In both cases, expect a 5 to 7 year service life instead of the 15 to 20 you get from bare concrete prep. The paint is the weak link, and at some point it gives up. Manufacturer warranties on flake systems typically void when installed over paint, so factor that in. The 10 year warranty most quality flake products carry assumes proper prep on bare or fully stripped concrete.
Cost Comparison: Strip vs Try to Coat
A typical 400 sq ft, two car garage runs like this. Strip and recoat: $90 grinder rental, $30 in diamonds, $40 in dust control, plus your time. Total prep cost around $160 before materials. Trying to coat over paint and having it fail: $250 to $400 in wasted epoxy and flake, plus you still have to grind it off later, which costs more because cured epoxy is harder on diamonds than paint ever was.

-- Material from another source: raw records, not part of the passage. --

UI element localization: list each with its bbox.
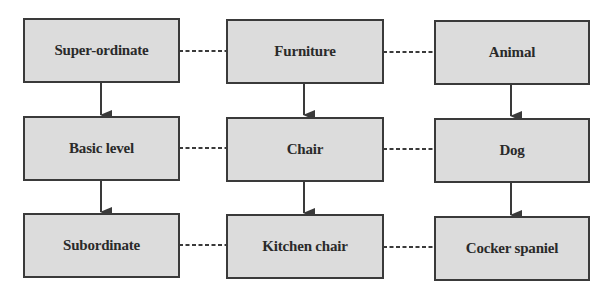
node-basic-level: Basic level xyxy=(23,116,180,181)
node-label: Subordinate xyxy=(63,237,140,254)
node-super-ordinate: Super-ordinate xyxy=(23,18,180,83)
node-furniture: Furniture xyxy=(226,19,384,84)
node-label: Furniture xyxy=(274,43,335,60)
node-label: Animal xyxy=(489,44,535,61)
node-label: Kitchen chair xyxy=(262,238,347,255)
node-label: Super-ordinate xyxy=(54,42,148,59)
category-hierarchy-diagram: Super-ordinate Furniture Animal Basic le… xyxy=(0,0,613,298)
node-label: Chair xyxy=(287,141,324,158)
node-animal: Animal xyxy=(434,20,590,85)
node-dog: Dog xyxy=(434,118,590,183)
node-label: Dog xyxy=(499,142,524,159)
node-subordinate: Subordinate xyxy=(23,213,180,278)
node-cocker-spaniel: Cocker spaniel xyxy=(434,216,590,281)
node-label: Basic level xyxy=(69,140,134,157)
node-chair: Chair xyxy=(226,117,384,182)
node-label: Cocker spaniel xyxy=(466,240,558,257)
node-kitchen-chair: Kitchen chair xyxy=(226,214,384,279)
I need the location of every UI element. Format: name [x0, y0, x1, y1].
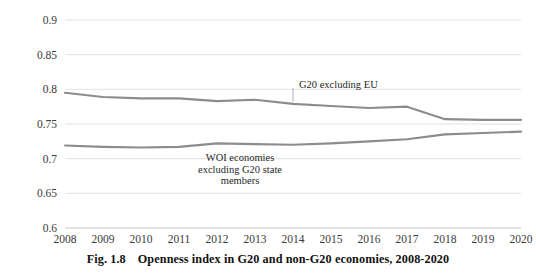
x-axis-tick-label: 2011: [168, 233, 191, 245]
y-axis-tick-label: 0.65: [37, 187, 57, 199]
x-axis-tick-label: 2019: [472, 233, 495, 245]
y-axis-tick-labels: 0.60.650.70.750.80.850.9: [37, 14, 57, 234]
x-axis-tick-label: 2008: [54, 233, 77, 245]
annotation-woi-line2: excluding G20 state: [198, 164, 282, 175]
x-axis-tick-label: 2015: [320, 233, 343, 245]
figure-caption-number: Fig. 1.8: [87, 252, 126, 266]
x-axis-tick-label: 2020: [510, 233, 533, 245]
annotations-group: G20 excluding EU WOI economies excluding…: [198, 79, 378, 186]
figure-caption: Fig. 1.8Openness index in G20 and non-G2…: [0, 252, 536, 267]
y-axis-tick-label: 0.75: [37, 118, 57, 130]
x-axis-tick-label: 2012: [206, 233, 229, 245]
y-axis-tick-label: 0.7: [43, 153, 58, 165]
annotation-woi-line1: WOI economies: [206, 152, 275, 163]
line-chart-svg: 0.60.650.70.750.80.850.9 200820092010201…: [0, 0, 536, 250]
x-axis-tick-label: 2018: [434, 233, 457, 245]
annotation-g20-excluding-eu: G20 excluding EU: [299, 79, 378, 90]
gridlines-group: [65, 20, 521, 228]
x-axis-tick-label: 2016: [358, 233, 381, 245]
figure-caption-text: Openness index in G20 and non-G20 econom…: [138, 252, 449, 266]
x-axis-tick-label: 2014: [282, 233, 305, 245]
x-axis-tick-label: 2010: [130, 233, 153, 245]
x-axis-tick-label: 2013: [244, 233, 267, 245]
chart-plot-area: 0.60.650.70.750.80.850.9 200820092010201…: [0, 0, 536, 250]
series-line: [65, 132, 521, 148]
x-axis-tick-labels: 2008200920102011201220132014201520162017…: [54, 233, 533, 245]
y-axis-tick-label: 0.9: [43, 14, 58, 26]
y-axis-tick-label: 0.8: [43, 83, 58, 95]
y-axis-tick-label: 0.85: [37, 49, 57, 61]
figure-container: 0.60.650.70.750.80.850.9 200820092010201…: [0, 0, 536, 276]
annotation-woi-line3: members: [221, 175, 260, 186]
x-axis-tick-label: 2017: [396, 233, 419, 245]
x-axis-tick-label: 2009: [92, 233, 115, 245]
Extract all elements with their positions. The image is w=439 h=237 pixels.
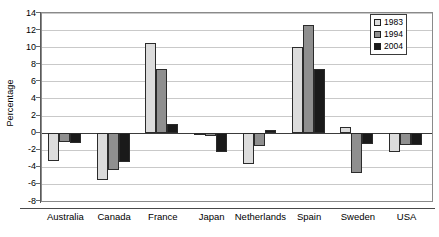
bar-australia-1983 [48, 133, 59, 161]
y-axis-tick-label: 0 [16, 128, 36, 137]
legend-swatch-1983 [374, 19, 381, 26]
legend-item-1994: 1994 [374, 29, 403, 40]
bar-japan-2004 [216, 133, 227, 153]
x-axis-tick-label: Netherlands [235, 212, 286, 222]
x-axis-tick-label: Canada [97, 212, 130, 222]
y-axis-tick-label: 8 [16, 59, 36, 68]
bar-france-1994 [156, 69, 167, 132]
bar-canada-2004 [119, 133, 130, 162]
bar-usa-2004 [411, 133, 422, 146]
bar-spain-1994 [303, 25, 314, 133]
y-axis-tick-label: 4 [16, 93, 36, 102]
y-axis-tick-label: 2 [16, 111, 36, 120]
x-axis-tick-label: France [148, 212, 178, 222]
x-axis-tick-label: Sweden [341, 212, 375, 222]
bar-spain-1983 [292, 47, 303, 132]
bar-france-1983 [145, 43, 156, 133]
chart-legend: 198319942004 [370, 14, 407, 55]
legend-item-2004: 2004 [374, 41, 403, 52]
bar-canada-1983 [97, 133, 108, 180]
y-axis-tick-label: -4 [16, 162, 36, 171]
y-axis-tick-label: -6 [16, 179, 36, 188]
bar-usa-1983 [389, 133, 400, 153]
legend-swatch-1994 [374, 31, 381, 38]
y-axis-tick-label: -2 [16, 145, 36, 154]
gridline [42, 201, 432, 202]
bar-chart: Percentage 14121086420-2-4-6-8 Australia… [0, 0, 439, 237]
bar-france-2004 [167, 124, 178, 133]
legend-label: 2004 [384, 42, 403, 51]
x-axis-tick-label: Australia [47, 212, 84, 222]
bar-japan-1994 [205, 133, 216, 136]
bar-sweden-2004 [362, 133, 373, 144]
legend-label: 1983 [384, 18, 403, 27]
bar-japan-1983 [194, 133, 205, 135]
bar-canada-1994 [108, 133, 119, 171]
x-axis-line [20, 208, 435, 209]
legend-item-1983: 1983 [374, 17, 403, 28]
bar-australia-1994 [59, 133, 70, 142]
y-axis-tick-label: 12 [16, 25, 36, 34]
bar-netherlands-2004 [265, 130, 276, 133]
gridline [42, 81, 432, 82]
y-axis-tick-label: 14 [16, 8, 36, 17]
legend-label: 1994 [384, 30, 403, 39]
y-axis-tick-label: 10 [16, 42, 36, 51]
x-axis-tick-label: USA [397, 212, 417, 222]
x-axis-tick-label: Japan [199, 212, 225, 222]
bar-spain-2004 [314, 69, 325, 132]
bar-sweden-1983 [340, 127, 351, 133]
x-axis-tick-labels: AustraliaCanadaFranceJapanNetherlandsSpa… [41, 212, 433, 234]
gridline [42, 116, 432, 117]
gridline [42, 98, 432, 99]
bar-netherlands-1983 [243, 133, 254, 165]
bar-netherlands-1994 [254, 133, 265, 147]
x-axis-tick-label: Spain [297, 212, 321, 222]
y-axis-tick-labels: 14121086420-2-4-6-8 [12, 12, 36, 202]
y-axis-tick-label: -8 [16, 196, 36, 205]
bar-australia-2004 [70, 133, 81, 143]
bar-usa-1994 [400, 133, 411, 146]
bar-sweden-1994 [351, 133, 362, 173]
gridline [42, 64, 432, 65]
gridline [42, 184, 432, 185]
legend-swatch-2004 [374, 43, 381, 50]
y-axis-tick-label: 6 [16, 76, 36, 85]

Add the failure cost over time. A coating that fails in year 3 instead of lasting 15 means you redo the project 5 times in the same window. At $500 each redo, that is $2500 instead of $500. The strip and proper prep approach is not just better in year one, it is dramatically cheaper over the life of the floor.
The math is clear. Spend the extra day on prep. The coating you put down on properly profiled bare concrete will last three times as long as anything you put over questionable paint, and the cost difference is under $200 on the front end.
What to Do Next
If your test came back clean and you want to move forward, browse the Amazing Blends flake collection to pick a color and order a 20 lb box to test on your prepped section before you commit the full floor. The 11 Amazing Blends average $108 for a 40 lb box, which covers about 400 sq ft at standard decorative broadcast. If you have to strip first, spend the weekend on the grinder, take photos of your CSP profile, and start with a clean slate. The coating will reward the prep, and the floor will outlast three sets of tires on whatever you park on it.